Entries in Paul Bibeau (1)

Thursday
Jan212016

A Review: Trump Tales of Terror 

Movie monsters don’t scare me. Jason, Freddie Kruger, Dracula in all his forms, rubber lizards, whatever. I’m a scientist at heart, no, at mind, and those things are fake.

However, years ago I saw a film by David Lynch called Blue Velvet and it kept me up at night. The villain was a character called Frank Booth, played well by Dennis Hopper. The character was a bit over the top, but not by much. The thing that got to me was that he was so plausible. He wasn’t superhuman in any way, just amoral, antic, sadistic, and ruthless. I know there are people like him out there. We hear about them in the news periodically. (I met one once, but luckily he was shackled and surrounded by state troopers at the time.)

Paul Bibeau, the mind behind Goblinbooks and The Black Book of Children’s Bible Stories has just e-published a collection of nine short stories about Donald Trump and the people who support him. It’s full of horrific plausibility.

It does stray into the supernatural. However, it only strays into that hazy, dimly-lit area between the truly magical and the truly mentally ill. The narrators are unreliable by definition, so it is hard to tell between demonic possession and dissociative identity disorder.

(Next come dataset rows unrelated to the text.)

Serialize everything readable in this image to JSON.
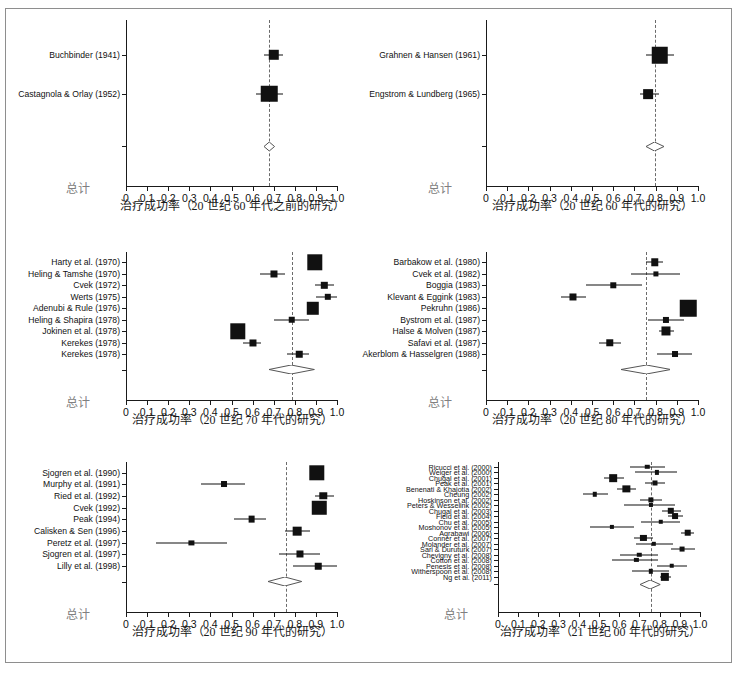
{
  "figure": {
    "width": 737,
    "height": 678,
    "background": "#ffffff",
    "border_color": "#8e8e8e",
    "marker_color": "#111111",
    "refline_color": "#6b6b6b",
    "total_label": "总计",
    "caption": ""
  },
  "axis": {
    "ticks": [
      "0",
      "0.1",
      "0.2",
      "0.3",
      "0.4",
      "0.5",
      "0.6",
      "0.7",
      "0.8",
      "0.9",
      "1.0"
    ],
    "tick_values": [
      0,
      0.1,
      0.2,
      0.3,
      0.4,
      0.5,
      0.6,
      0.7,
      0.8,
      0.9,
      1.0
    ],
    "min": 0,
    "max": 1.0
  },
  "chart_data": {
    "type": "scatter",
    "subtype": "forest-plot",
    "title": "",
    "xlabel_common": "治疗成功率",
    "ylabel": "",
    "xlim": [
      0,
      1.0
    ],
    "grid": false,
    "legend": "none",
    "panels": [
      {
        "id": "pre-1960s",
        "xlabel": "治疗成功率（20 世纪 60 年代之前的研究）",
        "summary_label": "总计",
        "reference_line": 0.68,
        "summary": {
          "estimate": 0.68,
          "lo": 0.655,
          "hi": 0.705
        },
        "studies": [
          {
            "label": "Buchbinder (1941)",
            "estimate": 0.7,
            "lo": 0.655,
            "hi": 0.745,
            "weight": 0.55
          },
          {
            "label": "Castagnola & Orlay (1952)",
            "estimate": 0.68,
            "lo": 0.615,
            "hi": 0.745,
            "weight": 1.0
          }
        ]
      },
      {
        "id": "1960s",
        "xlabel": "治疗成功率（20 世纪 60 年代的研究）",
        "summary_label": "总计",
        "reference_line": 0.795,
        "summary": {
          "estimate": 0.795,
          "lo": 0.755,
          "hi": 0.84
        },
        "studies": [
          {
            "label": "Grahnen & Hansen (1961)",
            "estimate": 0.82,
            "lo": 0.755,
            "hi": 0.885,
            "weight": 1.0
          },
          {
            "label": "Engstrom & Lundberg (1965)",
            "estimate": 0.765,
            "lo": 0.725,
            "hi": 0.815,
            "weight": 0.5
          }
        ]
      },
      {
        "id": "1970s",
        "xlabel": "治疗成功率（20 世纪 70 年代的研究）",
        "summary_label": "总计",
        "reference_line": 0.785,
        "summary": {
          "estimate": 0.785,
          "lo": 0.68,
          "hi": 0.895
        },
        "studies": [
          {
            "label": "Harty et al. (1970)",
            "estimate": 0.895,
            "lo": 0.875,
            "hi": 0.915,
            "weight": 0.92
          },
          {
            "label": "Heling & Tamshe (1970)",
            "estimate": 0.7,
            "lo": 0.635,
            "hi": 0.755,
            "weight": 0.3
          },
          {
            "label": "Cvek (1972)",
            "estimate": 0.94,
            "lo": 0.895,
            "hi": 0.985,
            "weight": 0.25
          },
          {
            "label": "Werts (1975)",
            "estimate": 0.955,
            "lo": 0.9,
            "hi": 1.0,
            "weight": 0.25
          },
          {
            "label": "Adenubi & Rule (1976)",
            "estimate": 0.885,
            "lo": 0.865,
            "hi": 0.91,
            "weight": 0.7
          },
          {
            "label": "Heling & Shapira (1978)",
            "estimate": 0.785,
            "lo": 0.7,
            "hi": 0.865,
            "weight": 0.26
          },
          {
            "label": "Jokinen et al. (1978)",
            "estimate": 0.53,
            "lo": 0.505,
            "hi": 0.56,
            "weight": 0.92
          },
          {
            "label": "Kerekes (1978)",
            "estimate": 0.6,
            "lo": 0.555,
            "hi": 0.64,
            "weight": 0.3
          },
          {
            "label": "Kerekes (1978)",
            "estimate": 0.82,
            "lo": 0.765,
            "hi": 0.865,
            "weight": 0.26
          }
        ]
      },
      {
        "id": "1980s",
        "xlabel": "治疗成功率（20 世纪 80 年代的研究）",
        "summary_label": "总计",
        "reference_line": 0.755,
        "summary": {
          "estimate": 0.755,
          "lo": 0.635,
          "hi": 0.87
        },
        "studies": [
          {
            "label": "Barbakow et al. (1980)",
            "estimate": 0.795,
            "lo": 0.755,
            "hi": 0.835,
            "weight": 0.33
          },
          {
            "label": "Cvek et al. (1982)",
            "estimate": 0.8,
            "lo": 0.685,
            "hi": 0.915,
            "weight": 0.16
          },
          {
            "label": "Boggia (1983)",
            "estimate": 0.6,
            "lo": 0.47,
            "hi": 0.735,
            "weight": 0.18
          },
          {
            "label": "Klevant & Eggink (1983)",
            "estimate": 0.41,
            "lo": 0.355,
            "hi": 0.47,
            "weight": 0.3
          },
          {
            "label": "Pekruhn (1986)",
            "estimate": 0.955,
            "lo": 0.945,
            "hi": 0.97,
            "weight": 1.0
          },
          {
            "label": "Bystrom et al. (1987)",
            "estimate": 0.85,
            "lo": 0.765,
            "hi": 0.935,
            "weight": 0.23
          },
          {
            "label": "Halse & Molven (1987)",
            "estimate": 0.85,
            "lo": 0.815,
            "hi": 0.885,
            "weight": 0.45
          },
          {
            "label": "Safavi et al. (1987)",
            "estimate": 0.585,
            "lo": 0.535,
            "hi": 0.635,
            "weight": 0.33
          },
          {
            "label": "Akerblom & Hasselgren (1988)",
            "estimate": 0.89,
            "lo": 0.805,
            "hi": 0.97,
            "weight": 0.22
          }
        ]
      },
      {
        "id": "1990s",
        "xlabel": "治疗成功率（20 世纪 90 年代的研究）",
        "summary_label": "总计",
        "reference_line": 0.76,
        "summary": {
          "estimate": 0.755,
          "lo": 0.675,
          "hi": 0.835
        },
        "studies": [
          {
            "label": "Sjogren et al. (1990)",
            "estimate": 0.905,
            "lo": 0.885,
            "hi": 0.93,
            "weight": 0.92
          },
          {
            "label": "Murphy et al. (1991)",
            "estimate": 0.465,
            "lo": 0.355,
            "hi": 0.565,
            "weight": 0.22
          },
          {
            "label": "Ried et al. (1992)",
            "estimate": 0.935,
            "lo": 0.895,
            "hi": 0.985,
            "weight": 0.33
          },
          {
            "label": "Cvek (1992)",
            "estimate": 0.915,
            "lo": 0.885,
            "hi": 0.945,
            "weight": 0.85
          },
          {
            "label": "Peak (1994)",
            "estimate": 0.595,
            "lo": 0.51,
            "hi": 0.665,
            "weight": 0.28
          },
          {
            "label": "Calisken & Sen (1996)",
            "estimate": 0.81,
            "lo": 0.755,
            "hi": 0.87,
            "weight": 0.42
          },
          {
            "label": "Peretz et al. (1997)",
            "estimate": 0.31,
            "lo": 0.14,
            "hi": 0.48,
            "weight": 0.16
          },
          {
            "label": "Sjogren et al. (1997)",
            "estimate": 0.825,
            "lo": 0.725,
            "hi": 0.92,
            "weight": 0.3
          },
          {
            "label": "Lilly et al. (1998)",
            "estimate": 0.91,
            "lo": 0.79,
            "hi": 1.0,
            "weight": 0.26
          }
        ]
      },
      {
        "id": "2000s",
        "xlabel": "治疗成功率（21 世纪 00 年代的研究）",
        "summary_label": "总计",
        "reference_line": 0.755,
        "summary": {
          "estimate": 0.755,
          "lo": 0.705,
          "hi": 0.805
        },
        "studies": [
          {
            "label": "Ricucci et al. (2000)",
            "estimate": 0.74,
            "lo": 0.655,
            "hi": 0.825,
            "weight": 0.17
          },
          {
            "label": "Weiger et al. (2000)",
            "estimate": 0.785,
            "lo": 0.68,
            "hi": 0.885,
            "weight": 0.14
          },
          {
            "label": "Chugal et al. (2001)",
            "estimate": 0.57,
            "lo": 0.525,
            "hi": 0.625,
            "weight": 0.55
          },
          {
            "label": "Peak et al. (2001)",
            "estimate": 0.775,
            "lo": 0.73,
            "hi": 0.825,
            "weight": 0.24
          },
          {
            "label": "Benenati & Khajotia (2002)",
            "estimate": 0.635,
            "lo": 0.59,
            "hi": 0.685,
            "weight": 0.5
          },
          {
            "label": "Cheung (2002)",
            "estimate": 0.48,
            "lo": 0.42,
            "hi": 0.545,
            "weight": 0.17
          },
          {
            "label": "Hoskinson et al. (2002)",
            "estimate": 0.755,
            "lo": 0.705,
            "hi": 0.81,
            "weight": 0.26
          },
          {
            "label": "Peters & Wesselink (2002)",
            "estimate": 0.755,
            "lo": 0.625,
            "hi": 0.875,
            "weight": 0.13
          },
          {
            "label": "Chugal et al. (2003)",
            "estimate": 0.855,
            "lo": 0.81,
            "hi": 0.905,
            "weight": 0.4
          },
          {
            "label": "Field et al. (2004)",
            "estimate": 0.875,
            "lo": 0.84,
            "hi": 0.915,
            "weight": 0.34
          },
          {
            "label": "Chu et al. (2005)",
            "estimate": 0.805,
            "lo": 0.71,
            "hi": 0.9,
            "weight": 0.17
          },
          {
            "label": "Moshonov et al. (2005)",
            "estimate": 0.565,
            "lo": 0.455,
            "hi": 0.675,
            "weight": 0.14
          },
          {
            "label": "Aqrabawi (2006)",
            "estimate": 0.94,
            "lo": 0.905,
            "hi": 0.97,
            "weight": 0.42
          },
          {
            "label": "Conner et al. (2007)",
            "estimate": 0.72,
            "lo": 0.675,
            "hi": 0.765,
            "weight": 0.37
          },
          {
            "label": "Molander et al. (2007)",
            "estimate": 0.77,
            "lo": 0.685,
            "hi": 0.865,
            "weight": 0.16
          },
          {
            "label": "Sari & Duruturk (2007)",
            "estimate": 0.91,
            "lo": 0.855,
            "hi": 0.975,
            "weight": 0.22
          },
          {
            "label": "Chevigny et al. (2008)",
            "estimate": 0.7,
            "lo": 0.605,
            "hi": 0.79,
            "weight": 0.17
          },
          {
            "label": "Cotton et al. (2008)",
            "estimate": 0.685,
            "lo": 0.565,
            "hi": 0.79,
            "weight": 0.14
          },
          {
            "label": "Penesis et al. (2008)",
            "estimate": 0.86,
            "lo": 0.785,
            "hi": 0.935,
            "weight": 0.18
          },
          {
            "label": "Witherspoon et al. (2008)",
            "estimate": 0.755,
            "lo": 0.665,
            "hi": 0.845,
            "weight": 0.16
          },
          {
            "label": "Ng et al. (2011)",
            "estimate": 0.825,
            "lo": 0.8,
            "hi": 0.855,
            "weight": 0.62
          }
        ]
      }
    ]
  }
}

We get to spend some time inside the minds of Trump himself, a beauty queen obsessed with murder, a paranoid loner, an artificial intelligence entity, and a bored suburban family man who joins the local right wing militia. There is the rise of the surveillance state and the slow fall of empire. All the stories are full of the ordinary, or what passes for ordinary in our era.

Bibeau has clear prose, good dialogue, and an eye for subtle description. His horror isn’t the horror of the beast crashing down the center of the street. His is the horror of the slight movement in the corner of your eye, or the realization that the mistake you just made has more momentum than you have strength.

H.P. Lovecraft and George Saunders adopted a baby boy, named him Paul, and brought him up right.

I recommend Trump Tales of Terror for your late night reading pleasure. It costs a dollar at Amazon, which is an absurdly good entertainment value proposition.